Currently I have next ST: <objs:{<if(it.key)><else>ps.setObject(<i>, <it.name;>);<"\n"><endif>}>
And the output in case if 1st is key:
ps.setObject(2,"Name");
ps.setObject(3,"Name");
ps.setObject(4,"Name");
...
Issue now I need to find a way to replace the 'i' with something which will be increment only when if condition is true.
PLS advice who faced this kind of issue!
In general, changing the state in response to ST's getting the state is not a good idea, so numbering non-key fields should happen in your model, before you start with the generation.

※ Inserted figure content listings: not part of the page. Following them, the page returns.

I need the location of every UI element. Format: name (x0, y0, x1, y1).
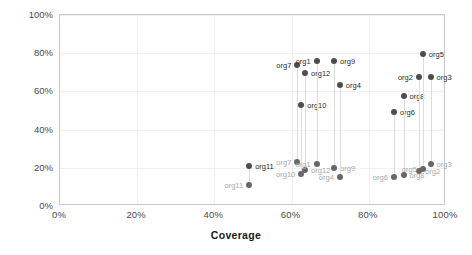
data-point-label: org12 (311, 69, 330, 78)
gridline-vertical (214, 15, 215, 204)
data-point-label: org4 (346, 80, 361, 89)
point-connector-line (431, 77, 432, 164)
point-connector-line (419, 77, 420, 171)
y-tick-label: 80% (7, 47, 53, 58)
point-connector-line (394, 112, 395, 177)
point-connector-line (305, 73, 306, 169)
data-point[interactable] (401, 172, 407, 178)
data-point-label: org7 (276, 60, 291, 69)
scatter-chart: Efficiency Coverage 0%20%40%60%80%100% 0… (0, 0, 472, 255)
y-tick-label: 40% (7, 123, 53, 134)
x-tick-label: 80% (358, 209, 378, 220)
x-tick-label: 40% (204, 209, 224, 220)
data-point[interactable] (391, 109, 397, 115)
data-point[interactable] (391, 174, 397, 180)
data-point[interactable] (331, 165, 337, 171)
data-point-label: org4 (319, 173, 334, 182)
y-tick-label: 0% (7, 200, 53, 211)
data-point-label: org7 (276, 158, 291, 167)
data-point-label: org10 (276, 169, 295, 178)
data-point-label: org11 (224, 180, 243, 189)
data-point-label: org5 (402, 164, 417, 173)
point-connector-line (340, 85, 341, 178)
data-point[interactable] (246, 182, 252, 188)
data-point[interactable] (331, 58, 337, 64)
data-point[interactable] (428, 74, 434, 80)
data-point-label: org11 (255, 161, 274, 170)
gridline-horizontal (60, 91, 444, 92)
point-connector-line (334, 61, 335, 168)
gridline-vertical (137, 15, 138, 204)
data-point-label: org1 (296, 56, 311, 65)
point-connector-line (317, 61, 318, 164)
plot-area: org11org11org7org7org10org10org12org12or… (59, 14, 445, 205)
data-point[interactable] (337, 82, 343, 88)
data-point[interactable] (428, 161, 434, 167)
data-point[interactable] (298, 102, 304, 108)
data-point[interactable] (302, 70, 308, 76)
y-tick-label: 100% (7, 9, 53, 20)
data-point-label: org6 (400, 108, 415, 117)
data-point-label: org3 (437, 73, 452, 82)
data-point-label: org2 (398, 73, 413, 82)
gridline-vertical (369, 15, 370, 204)
data-point-label: org9 (340, 163, 355, 172)
data-point-label: org1 (296, 159, 311, 168)
data-point[interactable] (337, 174, 343, 180)
y-tick-label: 20% (7, 161, 53, 172)
data-point[interactable] (420, 166, 426, 172)
point-connector-line (297, 65, 298, 162)
gridline-horizontal (60, 53, 444, 54)
gridline-horizontal (60, 130, 444, 131)
y-tick-label: 60% (7, 85, 53, 96)
data-point[interactable] (246, 163, 252, 169)
data-point[interactable] (416, 74, 422, 80)
data-point-label: org3 (437, 159, 452, 168)
gridline-horizontal (60, 168, 444, 169)
x-tick-label: 60% (281, 209, 301, 220)
data-point-label: org5 (429, 50, 444, 59)
data-point-label: org9 (340, 56, 355, 65)
x-tick-label: 20% (126, 209, 146, 220)
data-point[interactable] (420, 51, 426, 57)
x-tick-label: 0% (52, 209, 66, 220)
x-tick-label: 100% (432, 209, 457, 220)
gridline-horizontal (60, 15, 444, 16)
data-point[interactable] (401, 93, 407, 99)
data-point[interactable] (314, 58, 320, 64)
point-connector-line (423, 54, 424, 169)
data-point-label: org6 (373, 173, 388, 182)
x-axis-label: Coverage (0, 229, 472, 241)
data-point[interactable] (314, 161, 320, 167)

Add a getter for nonKeyIndex to the class of your model that hosts the name property. Go through all siblings, and number them as you need (i.e. starting from one and skipping the keys in your numbering). Now you can use this ST to produce the desired output:
<objs:{<if(it.key)><else>ps.setObject(<it.nonKeyIndex>, <it.name;>);<"\n"><endif>}>
Sometimes it may not be possible to add methods such as nonKeyIndex to your model classes. In such cases you should wrap your classes into view classes designed specifically to work with string template, and add the extra properties there:
public class ColumnView {
private final Column c;
private int nonKeyIdx;
public ColumnView(Column c) {this.c = c;}
public String getName() { return c.getName(); }
public boolean getKey() { return c.getKey(); }
public int getNonKeyIndex() { return nonKeyIdx; }
public void setNonKeyIndex(int i) { nonKeyIdx = i; }
}
I am using ConcurrentSkipListSet, which I fill with 20 keys.
I want to replace these keys continuously. However, ConcurrentSkipListSet doesn't seem to have an atomic replace function.
This is what I am using now:
ConcurrentSkipListSet<Long> set = new ConcurrentSkipListSet<Long>();
AtomicLong uniquefier = new AtomicLong(1);
public void fillSet() {
// fills set with 20 unique keys;
}
public void updateSet() {
Long now = Calendar.getInstance().getTimeInMillis();
Long oldestKey = set.first();
if (set.remove(oldestKey)) {
set.add(makeUnique(now));
}
}
private static final long MULTIPLIER = 1024;
public Long makeUnique(long in) {
return (in*MULTIPLIER+uniquefier.getAndSet((uniquefier.incrementAndGet())%(MULTIPLIER/2)));
}
The goal of this whole operation is to keep the list as long as it is, and only update by replacing. updateSet is called some 100 times per ms.
Now, my question is this: does remove return true if the element itself was present before (and isn't after), or does the method return true only if the call was actually responsible for the removal?
I.e.: if multiple threads call remove on the very same key at the very same time, will they /all/ return true, or will only one return true?
set.remove will only return true for the thread that actually caused the object to be removed.
The idea behind the set's concurrency is that multiple threads can be updating multiple objects. However, each individual object can only be updated by one thread at a time.